Allison bought throw pillows, and Luisa threw her white coat back on and helped people, and they were okay. She didn’t touch a drop of alcohol, and she didn’t pull Rose’s head back sharply to leave a purpled and possessive mark on her neck, and felt victorious, like she’d truly broken the cycle, found a way out. 

She felt strong. 

She ignored the way her heart pounded when she smelled the liquor in other people’s drinks and the way her mouth went dry at the bare skin of Rose’s legs as she lay beside the pool. Those feelings were remnants of the past, not signs of an imminent future. 

Until it turned out that they were more than signs, they were warnings. Allison fucked her assistant and Jane Villanueva fell asleep in an exam room and then everything burned down. So Luisa found herself staring at a bottle of vodka, daring it to find its way into her system, but it was all for nothing when her worst addiction walked through the door in that skirt with those lips and those eyes that for the first time in a long time were unguarded, exposing the want and desperation that lay beneath them. 

And so, she relapsed. 

And she never stopped. 

Rose had her committed, Luisa took her furiously in the bed in the hospital, pretending it was a way to get herself out. 

Rose killed her father, Luisa let herself sink into the warmth of Rose’s words and voice, the shivers of need sustaining her, just barely, until they didn’t anymore. 

Then Rose was dead, and she didn't have her brother or her father or her wife, and all she could see on the horizon was alcohol and desperation. 

Except, there was Susanna.
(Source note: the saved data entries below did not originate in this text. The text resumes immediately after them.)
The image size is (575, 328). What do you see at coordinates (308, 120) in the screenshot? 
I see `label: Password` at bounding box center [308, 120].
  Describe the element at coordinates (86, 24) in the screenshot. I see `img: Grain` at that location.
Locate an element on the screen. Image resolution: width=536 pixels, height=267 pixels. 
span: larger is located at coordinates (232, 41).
Susanna took the dark and scorching hole that Rose had left in her and filled it with something that felt like honey dripping and lazy weekend mornings. 

But, then, Rose was Susanna, and Luisa took her hand and followed her into the dark. She had Rose full time, whenever she wanted, however she wanted, and it kept her just on the edge of overdose, the edge of just too much, and somehow that place was good. Their lives involved prosthetic masks and fake names and honest to god henchmen, but she was happy, honestly and truly happy. For the first time. And all it took was a never-ending supply of her drug of choice.
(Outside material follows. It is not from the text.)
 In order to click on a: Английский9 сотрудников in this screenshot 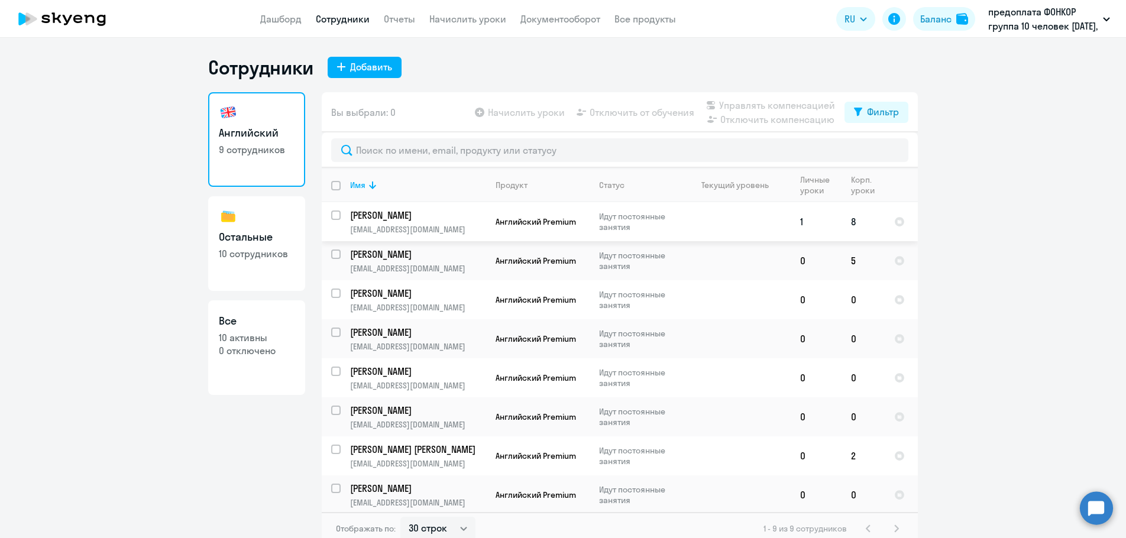, I will do `click(257, 140)`.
Except, suddenly, that supply dried up. Rose trusted her, Rafael betrayed her, and she found herself thrust into the worst withdrawal of her life. And she lost her mind. 
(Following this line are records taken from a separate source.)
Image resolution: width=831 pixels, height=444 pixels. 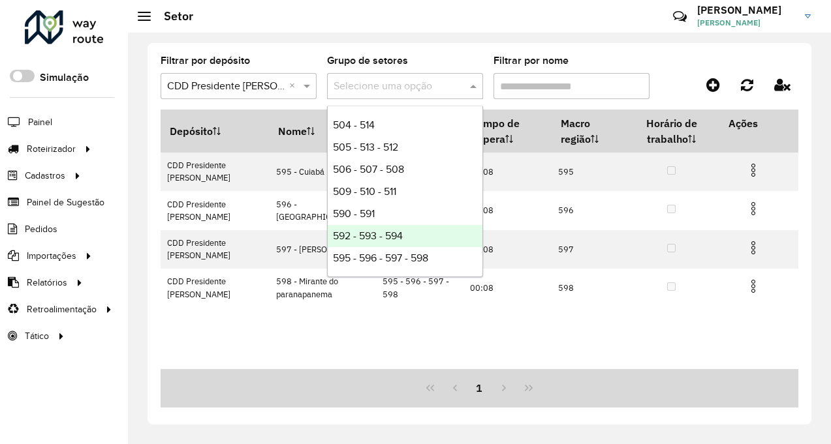 I want to click on td: 595 - Cuiabá Paulista, so click(x=322, y=172).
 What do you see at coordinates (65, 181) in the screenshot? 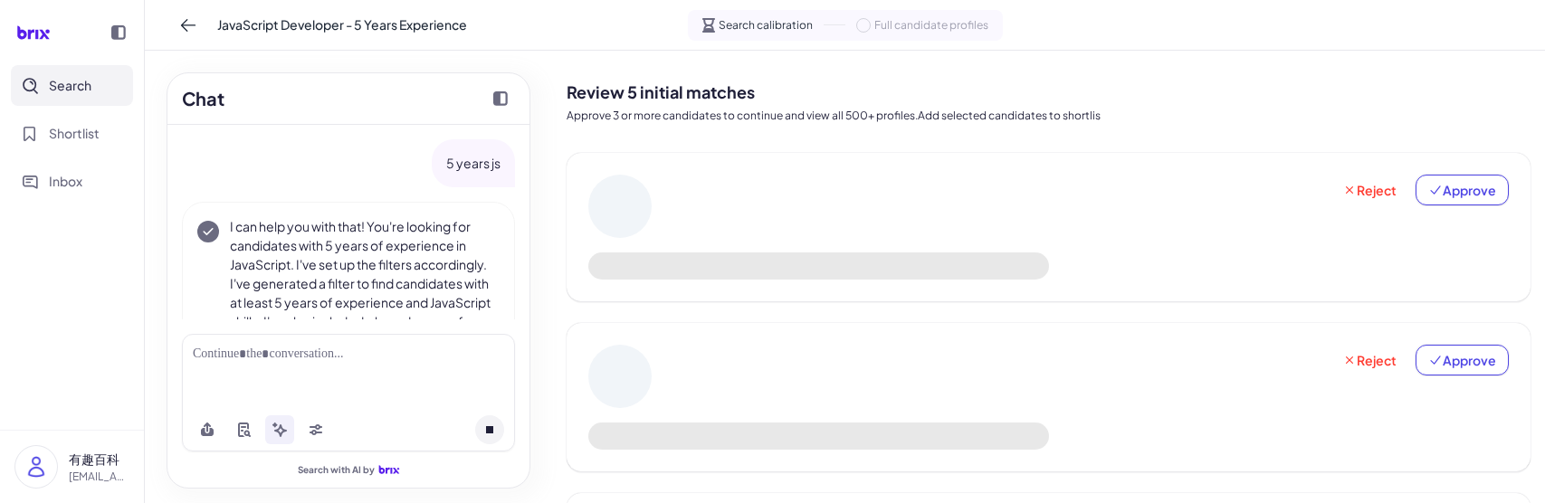
I see `span: Inbox` at bounding box center [65, 181].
There was nothing to do but give away the last bit of independence she had left. She couldn’t be trusted with it. So, she signed away her freedom. 

A whirlwind of lies and manipulation and jailhouse escapes spun around her as she tried to rebuild her mind from the bottom up, but when Rose’s hand reached through the door to her sanctuary, she took it. Of course she took it. 

No matter what, in the end, Rose was a drug, Luisa was an addict, and that was all there was to it.